Wednesday, 11 September 2013

At that hour: dealing with death

Why our Irish compatriots 'do death' better than us

Early one morning, a year ago this month, the thing I'd always dreaded happening, happened. My mother had gone to bed the night before seeming fine, but suffered a massive stroke in her sleep. In a blur of tears and panic, I packed a few things and rushed to Heathrow, willing her to stay alive, at least until I got to the hospital in Ireland.

Three days later, my siblings and I were standing in the family home, next to an open coffin, shaking hands with people who queued down the street to offer sympathy. For nearly four hours, they came.

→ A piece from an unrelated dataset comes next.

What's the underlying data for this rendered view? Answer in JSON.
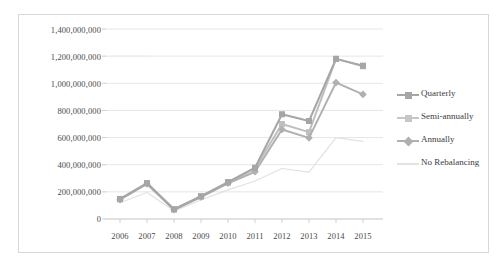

By magic, the kitchen had filled with a small army of volunteers making sandwiches and tea, and passing around plates of apple tart.
By the time we buried my mother at the end of that August week, hundreds of people had arrived or been in contact and we'd experienced an outpouring of warmth, support, affection – and food. We could have filled the freezer several times with the home-made cakes, scones and casseroles that simply arrived. One person appeared at the front door and handed in a side of fresh salmon prepared on a baking tray dotted with lemon and dill. "Twenty-five minutes, hot oven," is all she said, before rushing off.

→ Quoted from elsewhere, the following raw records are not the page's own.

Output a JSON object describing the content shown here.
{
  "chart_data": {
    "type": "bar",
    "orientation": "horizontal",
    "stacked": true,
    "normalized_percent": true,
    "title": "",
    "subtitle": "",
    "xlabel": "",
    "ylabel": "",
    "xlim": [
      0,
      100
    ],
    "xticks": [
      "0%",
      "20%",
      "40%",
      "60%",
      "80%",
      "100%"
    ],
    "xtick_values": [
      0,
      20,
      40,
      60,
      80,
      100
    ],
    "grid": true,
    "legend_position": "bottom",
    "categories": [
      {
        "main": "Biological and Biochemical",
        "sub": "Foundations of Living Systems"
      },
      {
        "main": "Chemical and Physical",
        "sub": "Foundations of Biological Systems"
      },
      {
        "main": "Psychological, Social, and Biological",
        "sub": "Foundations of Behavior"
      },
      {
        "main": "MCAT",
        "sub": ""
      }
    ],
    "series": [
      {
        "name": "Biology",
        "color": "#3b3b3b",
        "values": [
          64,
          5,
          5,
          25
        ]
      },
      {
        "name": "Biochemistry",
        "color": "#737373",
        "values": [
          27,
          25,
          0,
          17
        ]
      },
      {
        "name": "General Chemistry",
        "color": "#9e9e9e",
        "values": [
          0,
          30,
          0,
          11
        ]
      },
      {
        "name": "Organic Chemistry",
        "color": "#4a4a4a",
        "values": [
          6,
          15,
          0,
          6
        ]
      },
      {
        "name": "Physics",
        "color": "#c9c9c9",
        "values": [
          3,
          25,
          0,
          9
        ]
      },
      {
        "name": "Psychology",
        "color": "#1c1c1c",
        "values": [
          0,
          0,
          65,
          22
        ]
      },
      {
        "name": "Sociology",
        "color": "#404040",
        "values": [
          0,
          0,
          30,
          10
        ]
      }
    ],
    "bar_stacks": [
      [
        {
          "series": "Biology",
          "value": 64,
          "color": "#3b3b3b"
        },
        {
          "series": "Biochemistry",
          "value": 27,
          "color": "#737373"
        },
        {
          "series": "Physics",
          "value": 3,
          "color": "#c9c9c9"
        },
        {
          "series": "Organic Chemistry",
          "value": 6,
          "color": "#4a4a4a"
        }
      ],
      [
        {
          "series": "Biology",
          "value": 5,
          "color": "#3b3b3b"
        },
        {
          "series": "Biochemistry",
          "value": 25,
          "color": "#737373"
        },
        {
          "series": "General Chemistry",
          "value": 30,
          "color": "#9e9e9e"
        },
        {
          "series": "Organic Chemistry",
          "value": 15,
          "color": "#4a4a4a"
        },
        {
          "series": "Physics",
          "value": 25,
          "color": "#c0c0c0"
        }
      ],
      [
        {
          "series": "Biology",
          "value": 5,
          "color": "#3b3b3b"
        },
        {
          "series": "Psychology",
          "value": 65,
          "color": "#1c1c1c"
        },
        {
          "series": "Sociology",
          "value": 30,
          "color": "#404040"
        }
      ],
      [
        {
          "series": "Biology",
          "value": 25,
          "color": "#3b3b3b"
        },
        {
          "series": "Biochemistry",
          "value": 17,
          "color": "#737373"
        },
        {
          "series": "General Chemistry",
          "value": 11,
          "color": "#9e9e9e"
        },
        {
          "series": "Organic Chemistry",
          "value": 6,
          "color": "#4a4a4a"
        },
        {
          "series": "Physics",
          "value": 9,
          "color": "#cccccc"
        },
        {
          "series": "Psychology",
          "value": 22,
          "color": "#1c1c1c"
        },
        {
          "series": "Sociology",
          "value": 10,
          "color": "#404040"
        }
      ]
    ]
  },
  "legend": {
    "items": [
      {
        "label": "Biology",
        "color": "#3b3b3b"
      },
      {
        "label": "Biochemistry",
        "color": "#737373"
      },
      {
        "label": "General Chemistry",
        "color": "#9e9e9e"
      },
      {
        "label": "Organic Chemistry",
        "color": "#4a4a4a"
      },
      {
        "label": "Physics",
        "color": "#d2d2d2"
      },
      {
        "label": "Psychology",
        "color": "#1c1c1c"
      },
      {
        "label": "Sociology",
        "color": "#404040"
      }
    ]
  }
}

Back in England, individual friends or colleagues who had themselves experienced bereavement wrote me letters or made phone calls so empathic they were heartbreaking. But for many others it was as if nothing had happened. I began to wonder if, for the English, death was either a private matter which would be indecent or even embarrassing to refer to, or that they had no idea what to say. Another possibility is they simply didn't know.

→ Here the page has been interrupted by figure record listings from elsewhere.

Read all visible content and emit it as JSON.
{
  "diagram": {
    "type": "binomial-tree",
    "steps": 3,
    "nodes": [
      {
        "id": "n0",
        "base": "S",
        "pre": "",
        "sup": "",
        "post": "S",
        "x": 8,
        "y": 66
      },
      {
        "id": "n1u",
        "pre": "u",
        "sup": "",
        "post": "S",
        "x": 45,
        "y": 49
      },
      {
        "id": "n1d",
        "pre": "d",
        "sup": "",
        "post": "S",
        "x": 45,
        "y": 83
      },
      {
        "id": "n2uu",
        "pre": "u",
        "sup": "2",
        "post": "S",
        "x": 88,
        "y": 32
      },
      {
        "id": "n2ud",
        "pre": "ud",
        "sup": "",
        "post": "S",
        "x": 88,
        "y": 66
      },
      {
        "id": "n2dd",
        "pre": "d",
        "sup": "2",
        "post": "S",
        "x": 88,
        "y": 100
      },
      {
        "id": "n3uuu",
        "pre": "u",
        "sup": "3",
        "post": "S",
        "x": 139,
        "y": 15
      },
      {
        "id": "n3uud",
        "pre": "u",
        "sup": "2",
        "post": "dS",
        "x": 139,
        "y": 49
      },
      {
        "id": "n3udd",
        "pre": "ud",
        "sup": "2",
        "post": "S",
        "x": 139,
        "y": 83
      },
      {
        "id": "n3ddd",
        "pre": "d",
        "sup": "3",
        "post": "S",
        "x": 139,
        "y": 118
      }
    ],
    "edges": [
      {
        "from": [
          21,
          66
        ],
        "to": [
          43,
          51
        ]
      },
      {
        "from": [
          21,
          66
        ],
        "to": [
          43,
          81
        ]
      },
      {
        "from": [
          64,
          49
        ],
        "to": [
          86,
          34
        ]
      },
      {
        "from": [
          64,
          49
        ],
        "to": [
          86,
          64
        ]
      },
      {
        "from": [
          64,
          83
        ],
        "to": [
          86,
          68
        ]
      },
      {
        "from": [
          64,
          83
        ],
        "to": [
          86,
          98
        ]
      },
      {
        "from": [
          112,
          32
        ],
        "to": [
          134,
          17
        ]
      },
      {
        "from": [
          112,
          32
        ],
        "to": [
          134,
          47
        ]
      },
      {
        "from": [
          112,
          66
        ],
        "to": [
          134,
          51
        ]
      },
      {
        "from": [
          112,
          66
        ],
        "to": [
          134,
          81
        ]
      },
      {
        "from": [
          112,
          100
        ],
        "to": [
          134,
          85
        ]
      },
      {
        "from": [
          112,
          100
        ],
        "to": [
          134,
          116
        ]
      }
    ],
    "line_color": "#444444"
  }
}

In Ireland, passing on the news quickly is considered an important part of the response to death and this is not just in villages or small towns. My brother received a letter of condolence from the chief executive of the very large organisation he works for. It is standard practice for HR departments to send an email around when someone loses a family member. My boss in London had been very supportive, but I thought guiltily of work colleagues whose parents or spouses may have died and whose loss I had failed to acknowledge. Yet unless they had worn a black armband, how would anyone in a big workplace even know of their sorrow?
The Irish are not known for being any less emotionally repressed than their British neighbours but they do death very well. Funerals come with up to three opportunities for mourners to show up: there's the waking of the body, which is often in the home, the "removal" to the church, and, on the final day, a funeral mass and burial followed by a reception or meal.
My friends in the UK asked me about the open coffin with a mix of fascination and horror. I didn't tell them how my mother's grandchildren had knelt up on chairs to get a proper look, and to place drawings beside her, or how we'd rearranged her fringe because the undertaker had made it too fussy.
To English friends, it all "sounded ghastly". But perhaps they are used to a culture where death remains taboo even when it's staring you in the face. One UK friend's mother died in her fifties after a short illness. "You are invited to the funeral," he'd said very formally. I knew that the family members were devastated but it struck me as rather sad that only a handful of people were there as they said goodbye to her. Perhaps they could not bear to feel pitied.
In Ireland, it is considered unsupportive not to show up if you know either the dead person or their family. This has much more to do with community, and perhaps psychology, than with faith. Many Irish people are now Catholics in name only but the rituals that have evolved endure and are, in my view, worth hanging on to.
Such rituals equip people with perhaps formulaic but extremely useful things to say and ways in which to act. They don't need to ask, "Is there anything I can do?" – they know what the routine is so they just do it. One family I know awoke the day of the wake to find a neighbour hoovering their stairs. Embarrassment doesn't come into it.
My mother died in the busy stroke unit at an overstretched hospital but nurses behaved in keeping with what is a profound, almost sacred moment for the family. They lit candles and placed a Celtic "triskele" (a pre-Christian symbol of life, death and rebirth) on the door of her room to alert other staff and patients. They covered her in an elegant purple drape and, when we eventually left, they hugged us, handing over a woven bag, her things neatly folded inside. When it seems unbearable that your mother has just died and the rest of the world is carrying on as normal, these gestures are comforting. From then to the burial four days later was intense. We were scarcely left alone for five minutes, but I think that intensity has an important healing effect.
This past year has taught me that grief is not linear. It can creep up again suddenly, just when you think you are emerging into the light. You see somebody who reminds you of the person who's gone. Or, for a split second, you forget they're not alive and then feel overwhelmed in odd places, as I did months later one day, queuing to buy a sandwich.
But if the culture in which you live regards death as individual or private, then you have little choice but to keep quiet about it. I suspect the cost to the NHS for treating depression or other illnesses related to it, and the cost to employers in days lost to stress leave for staff dealing with bereavement in isolation, is high.
Speaking about the death of her son, the broadcaster Libby Purves described how she felt it her duty to make other people think she was OK, otherwise they would have avoided her. "You have to make it all right for others. You want to create a feeling of casualness so that you don't become the poor old creature nobody speaks to because they have been through tragic tragic-ness."
To me, that seems like an extraordinary burden to place on the grieving person. I feel fortunate to come from a culture where death is part of life and people take it upon themselves to pick up the phone, send a message and, above all, keep talking you through it.
I returned this month to my home town for a small family event to mark my mother's first anniversary and was again struck by the readiness with which local people referred to her passing, devoid of awkwardness or indeed pity. In the butcher's, the supermarket and the hardware store as I paid for a tin of paint, I was greeted with variations on: "Your mother was a fine woman, the Lord have mercy on her" or "Hard to believe it's been a year since your mum went".
In Britain, death seems to be regarded as something so awful that it is best contained in the immediate family or with a counsellor if circumstances are traumatic. Perhaps there is a connection with it also being a society where even a natural, peaceful death is a medical event which few ever witness, and where the old and chronically ill are hidden away. Would attitudes to ageing be more compassionate and attitudes to life itself more fulfilling if funerals were not regarded as necessarily ghastly and mortality as something that happens only to other, less lucky people?